Air Berlin has announced three new longhaul routes to North America from its Dusseldorf hub; Dallas, San Francisco, and Boston. The new longhaul routes will commence next spring and feature fully lie-flat seats in business class.
Schedules have been loaded into the system and award space is now bookable with a variety of oneworld currencies. Use either your British Airways or American miles for travel on Air Berlin with no fuel surcharges. All new flights have two business class seats loaded, though no economy class seats yet.
Dusseldorf to Boston – begins 07 May 2016
AB7472 Dusseldorf to Boston dep 1350 arr 1530
AB7473 Boston to Dusseldorf dep 1750 arr 0645+1
- 07 May 2016 – 11 June 2016 – 3x weekly (Tuesdays, Thursdays, Saturdays)
- from 12 June 2016 – 4x weekly (Tuesdays, Thursdays, Saturdays, Sundays)
Dusseldorf to Dallas – begins 06 May 2016
AB7010 Dusseldorf to Dallas dep 0915 arr 1250
AB7011 Dallas to Dusseldorf dep 1440 arr 0705+1
- from 06 May 2016 – 4x weekly in both directions (Sundays, Mondays, Wednesdays, Fridays)
Dusseldorf to San Francisco – begins 06 May 2016
AB7392 Dusseldorf to San Francisco dep 1320 arr 1555+1
AB7393 San Francisco to Dusseldorf dep 1755 arr 1335+1
- 07 May 2016 – 08 June 2016 – 3x weekly (Sundays, Wednesdays, Fridays)
- from June 9, 2016 – 5x weekly (Sundays, Mondays, Wednesdays, Thursdays, Fridays)
A couple things to keep in mind.

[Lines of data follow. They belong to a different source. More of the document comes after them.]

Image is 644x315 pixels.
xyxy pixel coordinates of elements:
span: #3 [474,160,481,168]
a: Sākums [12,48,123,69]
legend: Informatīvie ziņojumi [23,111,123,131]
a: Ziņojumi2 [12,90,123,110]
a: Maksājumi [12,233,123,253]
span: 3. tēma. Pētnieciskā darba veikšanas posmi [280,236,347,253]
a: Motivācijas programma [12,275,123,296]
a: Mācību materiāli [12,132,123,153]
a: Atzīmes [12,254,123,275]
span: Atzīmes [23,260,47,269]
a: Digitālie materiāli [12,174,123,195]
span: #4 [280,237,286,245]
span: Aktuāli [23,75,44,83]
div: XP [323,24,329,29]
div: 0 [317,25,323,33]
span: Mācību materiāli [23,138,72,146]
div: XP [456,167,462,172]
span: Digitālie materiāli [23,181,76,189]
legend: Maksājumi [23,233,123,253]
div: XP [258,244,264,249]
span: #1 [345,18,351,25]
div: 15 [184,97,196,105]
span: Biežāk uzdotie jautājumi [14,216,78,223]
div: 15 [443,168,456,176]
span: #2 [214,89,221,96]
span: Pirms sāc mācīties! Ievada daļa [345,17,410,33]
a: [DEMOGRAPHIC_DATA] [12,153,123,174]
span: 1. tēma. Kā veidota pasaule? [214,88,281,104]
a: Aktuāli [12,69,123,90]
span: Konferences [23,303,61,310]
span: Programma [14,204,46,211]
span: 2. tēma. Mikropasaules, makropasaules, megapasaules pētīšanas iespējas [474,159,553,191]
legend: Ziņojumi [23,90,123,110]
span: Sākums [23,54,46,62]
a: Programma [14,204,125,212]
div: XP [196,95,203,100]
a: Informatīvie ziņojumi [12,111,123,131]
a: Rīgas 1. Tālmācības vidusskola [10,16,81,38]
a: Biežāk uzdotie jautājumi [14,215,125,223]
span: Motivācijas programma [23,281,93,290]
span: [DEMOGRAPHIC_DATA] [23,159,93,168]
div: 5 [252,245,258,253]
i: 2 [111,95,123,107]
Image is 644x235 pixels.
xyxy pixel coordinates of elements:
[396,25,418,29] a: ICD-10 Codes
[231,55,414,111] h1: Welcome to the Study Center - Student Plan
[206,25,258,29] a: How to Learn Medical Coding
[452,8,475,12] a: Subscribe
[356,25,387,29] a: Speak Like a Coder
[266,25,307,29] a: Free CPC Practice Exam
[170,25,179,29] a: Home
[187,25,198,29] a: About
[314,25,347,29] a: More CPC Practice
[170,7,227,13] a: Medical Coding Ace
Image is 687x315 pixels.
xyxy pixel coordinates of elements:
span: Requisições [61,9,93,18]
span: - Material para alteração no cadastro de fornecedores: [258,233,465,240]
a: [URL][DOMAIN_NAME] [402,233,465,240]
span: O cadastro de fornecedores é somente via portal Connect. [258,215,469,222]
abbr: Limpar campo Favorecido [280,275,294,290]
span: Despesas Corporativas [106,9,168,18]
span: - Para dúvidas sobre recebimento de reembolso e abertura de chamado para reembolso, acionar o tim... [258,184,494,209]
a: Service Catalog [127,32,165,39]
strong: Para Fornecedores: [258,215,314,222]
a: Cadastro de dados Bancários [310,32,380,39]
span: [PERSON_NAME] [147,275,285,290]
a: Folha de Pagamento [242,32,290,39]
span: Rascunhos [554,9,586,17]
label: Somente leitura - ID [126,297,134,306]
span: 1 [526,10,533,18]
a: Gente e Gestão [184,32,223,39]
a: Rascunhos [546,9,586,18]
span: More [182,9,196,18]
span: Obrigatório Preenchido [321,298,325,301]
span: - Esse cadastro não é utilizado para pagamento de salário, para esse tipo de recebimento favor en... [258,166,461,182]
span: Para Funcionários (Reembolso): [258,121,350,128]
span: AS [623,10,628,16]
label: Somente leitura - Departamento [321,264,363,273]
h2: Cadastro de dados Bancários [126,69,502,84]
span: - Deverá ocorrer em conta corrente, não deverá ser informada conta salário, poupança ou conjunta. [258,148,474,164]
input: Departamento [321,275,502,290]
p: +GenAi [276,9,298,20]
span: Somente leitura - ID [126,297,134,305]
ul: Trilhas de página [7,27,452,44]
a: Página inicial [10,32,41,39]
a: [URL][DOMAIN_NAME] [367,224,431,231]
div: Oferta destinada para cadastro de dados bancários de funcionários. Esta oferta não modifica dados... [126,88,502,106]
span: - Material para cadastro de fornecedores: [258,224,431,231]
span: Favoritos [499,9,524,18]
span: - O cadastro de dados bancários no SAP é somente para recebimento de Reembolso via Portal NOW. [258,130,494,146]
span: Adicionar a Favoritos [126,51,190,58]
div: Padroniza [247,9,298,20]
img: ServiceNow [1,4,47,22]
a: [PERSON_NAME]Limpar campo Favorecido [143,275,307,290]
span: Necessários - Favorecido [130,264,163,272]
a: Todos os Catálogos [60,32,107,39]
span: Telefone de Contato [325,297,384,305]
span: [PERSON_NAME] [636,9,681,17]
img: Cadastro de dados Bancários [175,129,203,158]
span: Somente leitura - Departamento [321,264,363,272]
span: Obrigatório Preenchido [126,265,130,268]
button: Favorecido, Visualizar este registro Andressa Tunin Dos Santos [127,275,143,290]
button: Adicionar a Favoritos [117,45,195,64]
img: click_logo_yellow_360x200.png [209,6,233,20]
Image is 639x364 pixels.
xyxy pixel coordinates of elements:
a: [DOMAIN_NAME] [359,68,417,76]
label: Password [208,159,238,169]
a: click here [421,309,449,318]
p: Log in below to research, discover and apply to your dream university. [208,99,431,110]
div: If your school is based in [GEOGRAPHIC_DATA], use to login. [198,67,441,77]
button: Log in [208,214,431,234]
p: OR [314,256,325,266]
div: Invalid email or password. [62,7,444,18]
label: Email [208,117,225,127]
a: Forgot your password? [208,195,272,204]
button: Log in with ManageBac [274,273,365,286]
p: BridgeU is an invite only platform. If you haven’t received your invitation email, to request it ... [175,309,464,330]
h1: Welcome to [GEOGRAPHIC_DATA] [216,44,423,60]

First, AA has not yet loaded the space online, so you will need to call to book it. If you have Qantas or BA points, the space is now bookable online. Second, Air Berlin is one of those carriers that is great about releasing space in advance — usually 350 days in advance if you have BA or QF points — but not very good at opening up additional space, particularly close-in to travel. Do not count on additional last minute seats opening up.
Nevertheless, a great way to score transatlantic business class class and especially lucrative from the West Coast. The Road More Traveled has more on the new Dallas service.

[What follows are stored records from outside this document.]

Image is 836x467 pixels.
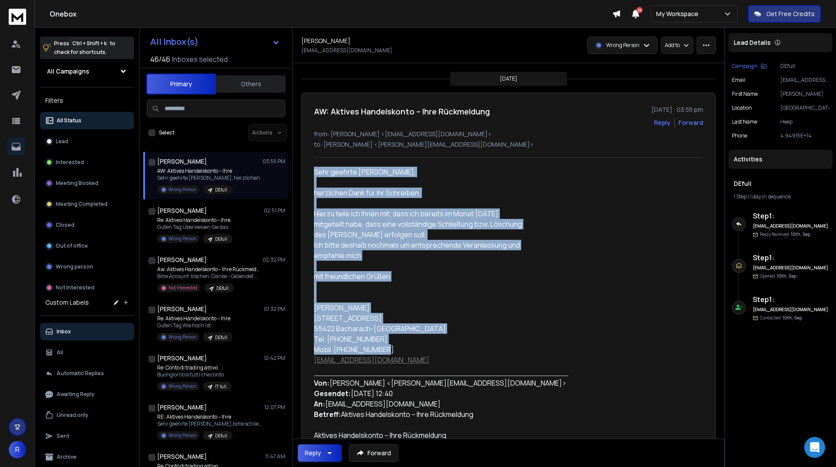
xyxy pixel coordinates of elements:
p: Buongiorno a tutti che conto [157,372,232,379]
h1: [PERSON_NAME] [157,453,207,461]
h1: [PERSON_NAME] [157,157,207,166]
button: Lead [40,133,134,150]
h1: [PERSON_NAME] [301,37,351,45]
p: [PERSON_NAME] [781,91,829,98]
p: Re: Conto di trading attivo [157,365,232,372]
p: Heep [781,118,829,125]
p: Closed [56,222,74,229]
h3: Inboxes selected [172,54,228,64]
p: Guten Tag Überweisen Sie das [157,224,233,231]
h1: AW: Aktives Handelskonto – Ihre Rückmeldung [314,105,490,118]
p: location [732,105,752,112]
span: Ctrl + Shift + k [71,38,108,48]
p: 02:51 PM [264,207,285,214]
button: R [9,441,26,459]
p: [PERSON_NAME] [314,303,568,313]
button: Others [216,74,286,94]
p: Inbox [57,328,71,335]
p: 55422 Bacharach-[GEOGRAPHIC_DATA] [314,324,568,334]
p: Meeting Completed [56,201,108,208]
span: empfehle mich [314,251,361,260]
button: Archive [40,449,134,466]
button: Get Free Credits [748,5,821,23]
p: 12:07 PM [264,404,285,411]
p: Automatic Replies [57,370,104,377]
button: Automatic Replies [40,365,134,382]
h3: Filters [40,95,134,107]
h6: Step 1 : [753,253,829,263]
h1: [PERSON_NAME] [157,256,207,264]
button: All Status [40,112,134,129]
span: 1 Step [734,193,747,200]
p: DEfull [215,433,227,439]
button: Wrong person [40,258,134,276]
p: All [57,349,63,356]
button: Forward [349,445,399,462]
img: logo [9,9,26,25]
button: Closed [40,216,134,234]
p: Re: Aktives Handelskonto – Ihre [157,217,233,224]
button: Primary [146,74,216,95]
button: Awaiting Reply [40,386,134,403]
p: to: [PERSON_NAME] <[PERSON_NAME][EMAIL_ADDRESS][DOMAIN_NAME]> [314,140,703,149]
p: Interested [56,159,84,166]
p: 01:32 PM [264,306,285,313]
p: RE: Aktives Handelskonto – Ihre [157,414,262,421]
button: Not Interested [40,279,134,297]
p: Reply Received [760,231,811,238]
p: [DATE] [500,75,517,82]
span: Hierzu teile ich Ihnen mit, dass ich bereits im Monat [DATE] [314,209,499,219]
b: Gesendet: [314,389,351,399]
p: [STREET_ADDRESS] [314,313,568,324]
h1: All Inbox(s) [150,37,199,46]
p: DEfull [216,285,229,292]
button: Inbox [40,323,134,341]
p: DEfull [215,236,227,243]
h1: [PERSON_NAME] [157,305,207,314]
h1: [PERSON_NAME] [157,206,207,215]
p: Aw: Aktives Handelskonto – Ihre Rückmeldung [157,266,262,273]
p: Wrong person [56,264,93,270]
p: Sent [57,433,69,440]
span: 14 [637,7,643,13]
span: Ich bitte deshalb nochmals um entsprechende Veranlassung und [314,240,520,250]
p: Sehr geehrte [PERSON_NAME], herzlichen [157,175,260,182]
p: [PERSON_NAME] <[PERSON_NAME][EMAIL_ADDRESS][DOMAIN_NAME]> [DATE] 12:40 [EMAIL_ADDRESS][DOMAIN_NAM... [314,378,568,420]
p: Lead Details [734,38,771,47]
p: Get Free Credits [767,10,815,18]
p: Not Interested [169,285,197,291]
p: Mobil [PHONE_NUMBER] [314,345,568,355]
p: IT full [215,384,226,390]
p: from: [PERSON_NAME] <[EMAIL_ADDRESS][DOMAIN_NAME]> [314,130,703,139]
button: Unread only [40,407,134,424]
h1: Onebox [50,9,612,19]
p: 4.94915E+14 [781,132,829,139]
p: DEfull [781,63,829,70]
p: Wrong Person [169,186,196,193]
button: Meeting Booked [40,175,134,192]
p: Re: Aktives Handelskonto – Ihre [157,315,233,322]
p: Add to [665,42,680,49]
p: [EMAIL_ADDRESS][DOMAIN_NAME] [301,47,392,54]
p: 11:47 AM [265,453,285,460]
button: Reply [298,445,342,462]
span: herzlichen Dank für Ihr Schreiben. [314,188,421,198]
h6: [EMAIL_ADDRESS][DOMAIN_NAME] [753,223,829,230]
h6: [EMAIL_ADDRESS][DOMAIN_NAME] [753,265,829,271]
p: [DATE] : 03:55 pm [652,105,703,114]
h1: DEfull [734,179,828,188]
span: des [PERSON_NAME] erfolgen soll. [314,230,426,240]
h6: Step 1 : [753,294,829,305]
div: Activities [729,150,833,169]
b: Betreff: [314,410,341,419]
button: Interested [40,154,134,171]
p: Phone [732,132,747,139]
p: First Name [732,91,758,98]
button: Out of office [40,237,134,255]
p: Sehr geehrte [PERSON_NAME],bitte schließen [157,421,262,428]
a: [EMAIL_ADDRESS][DOMAIN_NAME] [314,355,429,365]
button: All Campaigns [40,63,134,80]
h6: [EMAIL_ADDRESS][DOMAIN_NAME] [753,307,829,313]
p: 12:42 PM [264,355,285,362]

Matthew: Have OW miles to burn long-haul NA-EU. Of Aer Lingus, Air Berlin, and Iberia (all which I have never flown and want to try, but…) J class how would you stack them? Berlin’s seats seem awfully narrow, hit or miss Teutonic cabin crew while Iberia’s service isn’t great (‘the personality of an olive pit’ I once read) via reviews but they are getting a new seats; Lingus with their new seat and service seems the best according to reports, incl. yours. Ultimately the decision will be made on availability, but I don’t necessarily want to take the least favorable carrier. On NA return I want to fly Qatar, do they have any Fifth routes from EU to NA or vice versa?. Thanks.
@Steve: I would rank the seats —
All are actually quite similar
But I like all three — you can check out my recent review of Aer Lingus here (I know you’ve seen it, but for others):
http://upgrd.com/matthew/dublin-to-boston-in-aer-lingus-business-class.html
People complain about these type of business class seats because of the constrained foot space, but I find them to be no problem.
On the way back, you can fly via DOH on Qatar, but extra miles will be needed — you’ll need 30K for business form Europe to Doha and then 67.5K back to the States versus just 50K on Finnair, Iberia, Air Berlin, AA, or BA.